The Crystal Bridges Museum of American Art, where the UP.Summit was held in June 2022.
Courtesy of Crystal Bridges Museum of American Art
“While the Council and the University have a shared goal to advance the future of mobility to benefit the State of Arkansas, the Council has a broader focus,” says Dr. Nachtmann. “For example, the Council has infrastructure and policy subcommittees who are addressing public sector challenges such as funding smart infrastructure and developing policy to enable technological advances to be implemented into practice.” She goes on to point out the government will typically handle smart mobility infrastructure, although the university and council share focus when it comes to education and workforce development.
The history and infrastructure of Arkansas is the understated hero of the industry, the reason why wall-breaking companies are in The Natural State, and not Silicon Valley. Pioneering smart mobility was never not an option since supply chain and logistics solutions technology have been integral to the state’s success with Fortune 500 companies like Walmart, Tyson, and J.B. Hunt — all smart logistics giants.
“Arkansas is uniquely positioned to lead smart mobility innovation,” says Nachtmann, “Centered in the heartland of the nation’s transportation network, Arkansas’ geographic access to major roadway, rail, and river corridors and proximity to these global supply chain leaders makes it a natural laboratory to lead next-generation smart mobility research, innovation, and workforce development.”
While northwest Arkansas is the nucleus of this movement, the surrounding states help form the strength of the cell, with FedEx based in Memphis on the eastern border, and the smart mobility initiatives of Tulsa, Oklahoma, to the west.
“Arkansas is uniquely positioned to lead smart mobility innovation.”
— Dr. Heather Nachtmann, director, Maritime Transportation Research and Education Center and the Mack-Blackwell Transportation Center, University of Arkansas
“The region moves more things than any other region in the world.” Sigari pauses, “Let me just say that again: That region moves more things collectively than other region in the world, and that’s not a very well told story.”

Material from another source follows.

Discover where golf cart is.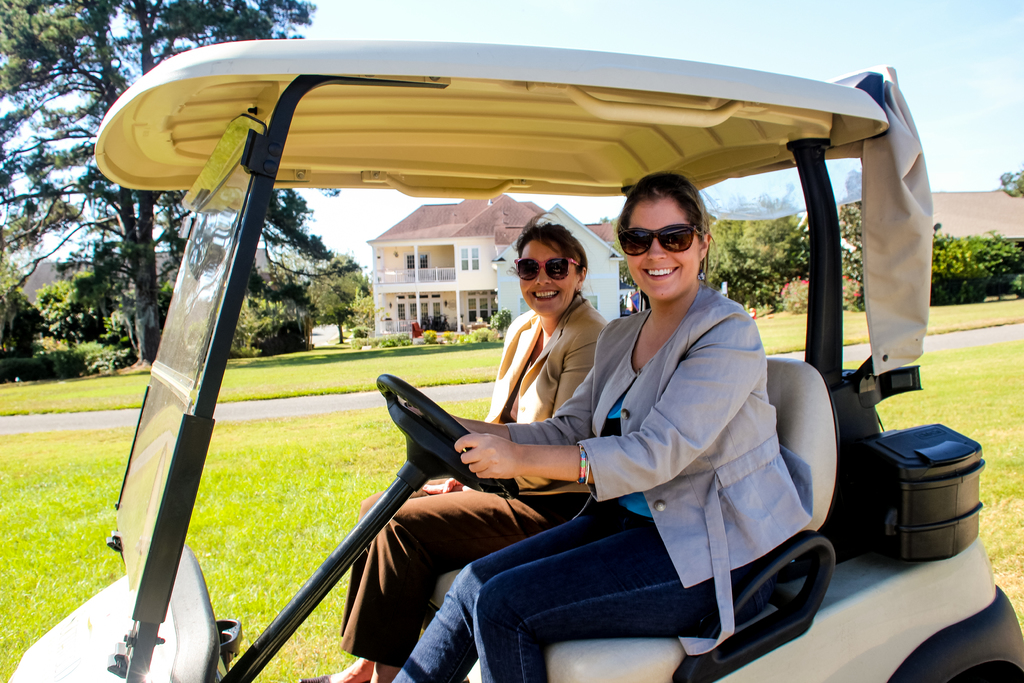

In August of 2022, Arkansas Gov. Asa Hutchinson and Oklahoma Gov. Kevin Stitt announced a state partnership in advanced mobility. The collaboration is intended to support the growth of advanced manufacturing industries including drones, electric and autonomous vehicles, transportation and logistics solutions through attracting new companies and supporting local startups, as well as providing the means for testing grounds. The revitalized efforts are estimated to support the creation of up to 55,000 new jobs in an industry that typically has 50% higher earnings than other sectors in Arkansas.
“I think there’s a balance there. You go after these big, hairy, audacious goals of getting big factories launched in the region with economic development support… But also create an ecosystem around smaller entrepreneurial companies that are building up from scratch.” Sigari says a Tesla-scale relocation is once in a generation, and not the goal of the Oklahoma partnership. Arkansas is focused on cutting taxes, promoting STEM education early on, and developing the workforce through intentional steps by the university system so businesses look to the state as their ground zero.